The quality of coherence and intelligibility. Yes, this is very important. First of all, in scientific writing we need to be understood. This is important if your peers read your text, but maybe even more so if others read it. In other words: the reader needs to understand what you mean.
Of course the text needs to be written following the proper grammar rules, spelling should be perfect and writing hooks to draw the reader in and through the article or grant proposal are a given.
However, scientific writing is often taught at school and universities for a reason. Poetic freedom in the phrasing does not convey coherence and intelligibility, or clarity. Side by side the two next sentences are trying to convince the reader about a trend in the data:
- We [the authors] feel that deriving from graph 1 we can conclude that no trend is apparent.
- Analysis of graph 1 showed no trend [evaluated by method X].
We can clearly see the difference, the graph should not be open for interpretation if it is used to make a statement or an argument. In science presenting any data for the public eye is definitely an invitation to interpret the data from the reader’s perspective. The text is there to weight it, agree, or counter with scientifically sound arguments. Scientific ‘truths’ change all the time due to better understanding of the underlying phenomena.
But,
the message of any give scientific text is to make a clear what has happened, or in case of a grant application, how things will be done in the future. There should be no room for opinion nor should is be a slideshow of the data produced. The reader should ‘get’ what the author(s) message is.
The fundamental purpose of scientific discourse is not the mere presentation of information and thought, but rather its actual communication – George Gopen, Judith Swan*.
From the quote above we may get a hint in the difference of a novel and a scientific article. A bit more difficult is an article written about a scientific article. Most often this is a statement or opinion about its message. I would argue that most articles about science news are not scientific in nature, but I am open for the discussion.
Now, a scientific text is typically divided in following sections:
- (an abstract)
- The introduction – Background, state of the art, statement of what was done/aims.
- Methods – How did we do this thingy/how will we do this thingy
- Results – This is what we have observed and how much the data is worth within the context.
- Discussion – (Sometimes mixed with the Result section) reflects the quality of the results and how the results compare to the state of the art and beyond.
- Conclusion – This is what we found and this is what it means.
- References
Grant applications may follow a similar scheme or more likely are presented in the form of a project plan/project work-flow. Of course you do not have results yet, but you will tell how you expect the future results will impact society/your research field/your aims/teaching/etc… There is also a tiny bit of room for your opinion, but be careful! It should be a logical statement that flows from the presentation, not your personal feeling about the topic: “give me money, because I think it is the most important research ever!” does not work. A discussion of a topic A, described in reference of problem B, which can be solved with a novel method C is a better argument, but I will get back to that another day.
I want to discuss from my point of view each section mentioned in the bullet-list above from a grant proposal point-of-view in the next blog posts. The reason for this is twofold: (a) I am writing a grant right now. It may clear my head and help in the writing, and (b) before you present data that you have done, you need money to do the work. So logically the article comes later. Also I need to get back to the lab…
*) Please find an excellent article by George Gopen and Judith Swan on the The Science of Scientific Writing to find more details on how to write more clearly if you are interested.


Aim of the exercise: Every record below is to be retyped exactly, with any pictures left out.

──────────

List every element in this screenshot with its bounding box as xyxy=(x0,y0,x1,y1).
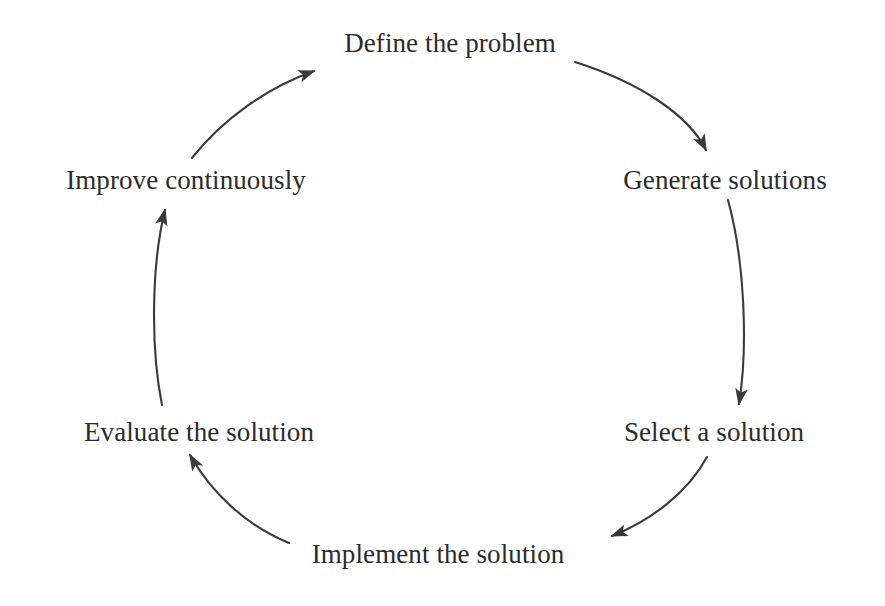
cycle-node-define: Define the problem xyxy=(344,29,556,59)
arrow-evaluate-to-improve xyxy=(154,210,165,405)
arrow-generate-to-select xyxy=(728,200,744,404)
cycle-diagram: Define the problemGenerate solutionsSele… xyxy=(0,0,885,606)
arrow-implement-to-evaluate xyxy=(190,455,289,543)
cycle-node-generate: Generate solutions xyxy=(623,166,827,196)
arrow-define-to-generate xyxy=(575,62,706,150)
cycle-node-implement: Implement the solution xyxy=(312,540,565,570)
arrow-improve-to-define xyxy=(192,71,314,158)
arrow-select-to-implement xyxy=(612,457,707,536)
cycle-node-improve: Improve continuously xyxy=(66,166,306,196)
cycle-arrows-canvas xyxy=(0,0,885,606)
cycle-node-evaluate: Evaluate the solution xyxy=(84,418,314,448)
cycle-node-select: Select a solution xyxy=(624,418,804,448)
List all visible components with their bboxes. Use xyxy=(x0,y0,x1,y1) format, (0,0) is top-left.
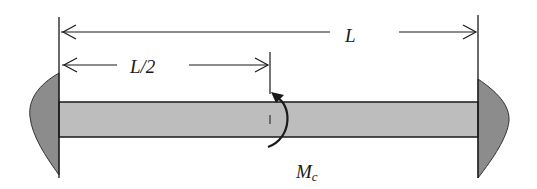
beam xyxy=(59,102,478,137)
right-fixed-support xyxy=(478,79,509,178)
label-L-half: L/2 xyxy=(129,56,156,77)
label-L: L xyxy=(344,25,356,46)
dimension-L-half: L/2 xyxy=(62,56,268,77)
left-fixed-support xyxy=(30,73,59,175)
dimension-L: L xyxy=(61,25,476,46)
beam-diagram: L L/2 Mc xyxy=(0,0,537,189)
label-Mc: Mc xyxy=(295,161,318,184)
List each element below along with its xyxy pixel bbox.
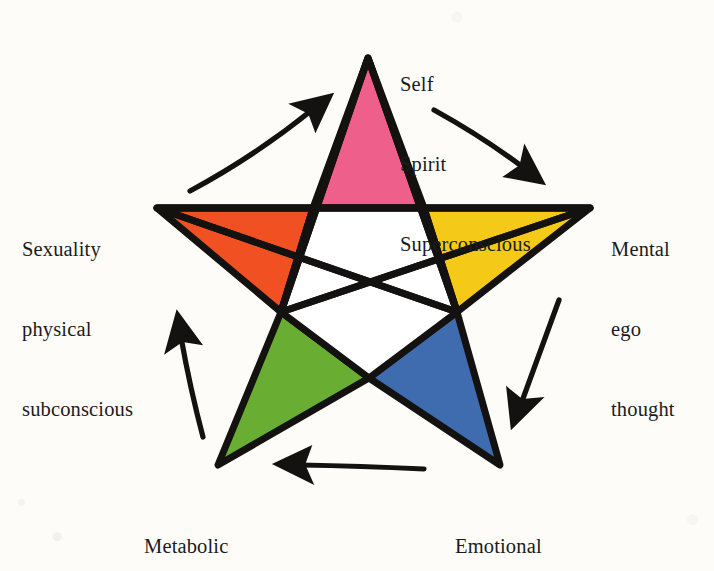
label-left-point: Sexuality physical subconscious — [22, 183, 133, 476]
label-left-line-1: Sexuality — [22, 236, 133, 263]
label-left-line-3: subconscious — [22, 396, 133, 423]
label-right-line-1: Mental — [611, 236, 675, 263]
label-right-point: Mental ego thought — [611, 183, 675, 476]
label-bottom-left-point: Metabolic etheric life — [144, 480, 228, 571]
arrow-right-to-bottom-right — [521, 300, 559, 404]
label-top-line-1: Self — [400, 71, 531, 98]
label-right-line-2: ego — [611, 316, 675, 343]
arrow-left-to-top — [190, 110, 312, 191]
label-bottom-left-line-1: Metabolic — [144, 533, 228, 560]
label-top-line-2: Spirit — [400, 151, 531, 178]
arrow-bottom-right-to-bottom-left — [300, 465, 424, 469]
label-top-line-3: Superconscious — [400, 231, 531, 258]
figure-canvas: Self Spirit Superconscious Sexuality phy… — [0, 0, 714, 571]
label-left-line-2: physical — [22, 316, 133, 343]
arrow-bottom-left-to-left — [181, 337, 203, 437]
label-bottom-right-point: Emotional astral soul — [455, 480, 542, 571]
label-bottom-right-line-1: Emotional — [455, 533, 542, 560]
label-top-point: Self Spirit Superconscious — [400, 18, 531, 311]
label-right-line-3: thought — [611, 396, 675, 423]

──────────

Result of the task:
List every element in this screenshot with its bounding box as xyxy=(x0,y0,x1,y1).
cycle-node-define: Define the problem xyxy=(344,29,556,59)
arrow-evaluate-to-improve xyxy=(154,210,165,405)
arrow-generate-to-select xyxy=(728,200,744,404)
cycle-diagram: Define the problemGenerate solutionsSele… xyxy=(0,0,885,606)
arrow-implement-to-evaluate xyxy=(190,455,289,543)
cycle-node-generate: Generate solutions xyxy=(623,166,827,196)
arrow-define-to-generate xyxy=(575,62,706,150)
cycle-node-implement: Implement the solution xyxy=(312,540,565,570)
arrow-improve-to-define xyxy=(192,71,314,158)
arrow-select-to-implement xyxy=(612,457,707,536)
cycle-node-improve: Improve continuously xyxy=(66,166,306,196)
cycle-arrows-canvas xyxy=(0,0,885,606)
cycle-node-evaluate: Evaluate the solution xyxy=(84,418,314,448)
cycle-node-select: Select a solution xyxy=(624,418,804,448)
List all visible components with their bboxes. Use xyxy=(x0,y0,x1,y1) format, (0,0) is top-left.
beam xyxy=(59,102,478,137)
right-fixed-support xyxy=(478,79,509,178)
label-L-half: L/2 xyxy=(129,56,156,77)
label-L: L xyxy=(344,25,356,46)
dimension-L-half: L/2 xyxy=(62,56,268,77)
left-fixed-support xyxy=(30,73,59,175)
dimension-L: L xyxy=(61,25,476,46)
beam-diagram: L L/2 Mc xyxy=(0,0,537,189)
label-Mc: Mc xyxy=(295,161,318,184)
List each element below along with its xyxy pixel bbox.
label-left-point: Sexuality physical subconscious — [22, 183, 133, 476]
label-left-line-1: Sexuality — [22, 236, 133, 263]
label-left-line-3: subconscious — [22, 396, 133, 423]
label-right-line-1: Mental — [611, 236, 675, 263]
label-right-point: Mental ego thought — [611, 183, 675, 476]
label-bottom-left-point: Metabolic etheric life — [144, 480, 228, 571]
arrow-right-to-bottom-right — [521, 300, 559, 404]
label-top-line-1: Self — [400, 71, 531, 98]
label-right-line-2: ego — [611, 316, 675, 343]
arrow-left-to-top — [190, 110, 312, 191]
label-bottom-left-line-1: Metabolic — [144, 533, 228, 560]
label-top-line-2: Spirit — [400, 151, 531, 178]
arrow-bottom-right-to-bottom-left — [300, 465, 424, 469]
label-top-line-3: Superconscious — [400, 231, 531, 258]
figure-canvas: Self Spirit Superconscious Sexuality phy… — [0, 0, 714, 571]
label-left-line-2: physical — [22, 316, 133, 343]
arrow-bottom-left-to-left — [181, 337, 203, 437]
label-bottom-right-point: Emotional astral soul — [455, 480, 542, 571]
label-bottom-right-line-1: Emotional — [455, 533, 542, 560]
label-top-point: Self Spirit Superconscious — [400, 18, 531, 311]
label-right-line-3: thought — [611, 396, 675, 423]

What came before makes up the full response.